The train approached, then passed. We went our way.
It's summer when two more come by this way,
perhaps already doomed. The railroad tracks
lead from a party to her home. His arm
wraps close around her waist. This time the leaves
are lush and green. She tucks one of her hands
in his back pocket. In wait, the psychopath
watches their approach and blocks their path.
He takes their money, finds a cunning way
to use their belts and his to bind their hands
and feet. He boldly stops them in their tracks
with just an old screwdriver. When he leaves,
they work the knots, but he's back soon, one arm
cradling a large rock. She sees alarm
flash across her lover's face, the path
splatter red with blood and brain, believes
she’ll die here too. But no—he goes away
once he's raped and beaten her, backtracks
the way he came. On the news, her hands
still shake. As cameras pan her face, those hands,
I think of us, nineteen, of how your arm
wrapped round me then. I think of those tracks,
the ways we might have crossed the psychopath.
of how, unlike them, we'd have walked away
unscathed. The heart believes what it believes,
and stubbornly, naively, mine believes
so long as you're with me, his brutal hands
can never touch me. You always find a way
to subdue him, or maybe we disarm
this man together, choose a path
of more resistance: fight, then flee those tracks.
But when you free my hands, say, "Run away!"
I cannot leave without you. We must go arm in arm
or not at all. Our paths are joined. We follow in their tracks.
Alison Dasho reads "Railway Sestina":
Subscribe to Channel Five-Two for first view of new videos.
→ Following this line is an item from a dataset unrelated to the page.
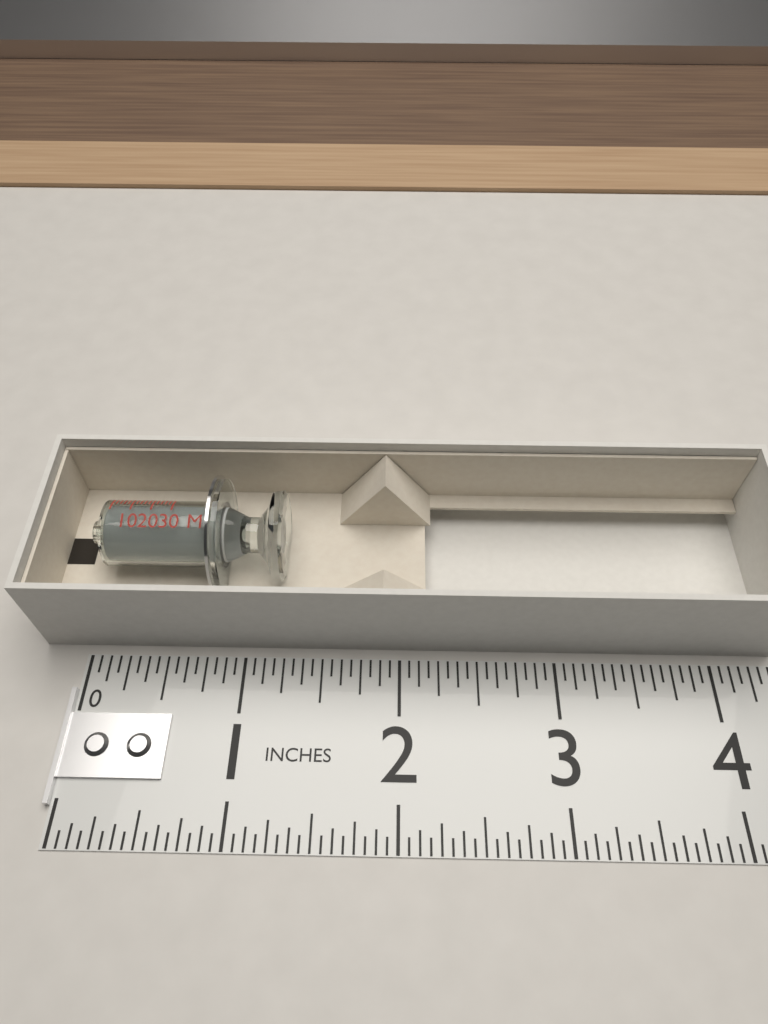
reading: 1.2500 in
Kimberly confesses: "In 1997, two college students in Lexington, Kentucky were attacked near some train tracks by a serial killer dubbed 'The Railway Killer.' A one-time boyfriend and I had walked the same tracks together just months earlier. Back then I still believed that being accompanied by a man was enough to guarantee a woman's safety."
KIMBERLY POITEVIN lives in Marblehead, Massachusetts with her husband and two sons. Her poems have most recently appeared (or are forthcoming) in Poetry Quarterly, 14 by 14, elimae, and Mobius: The Journal of Social Change.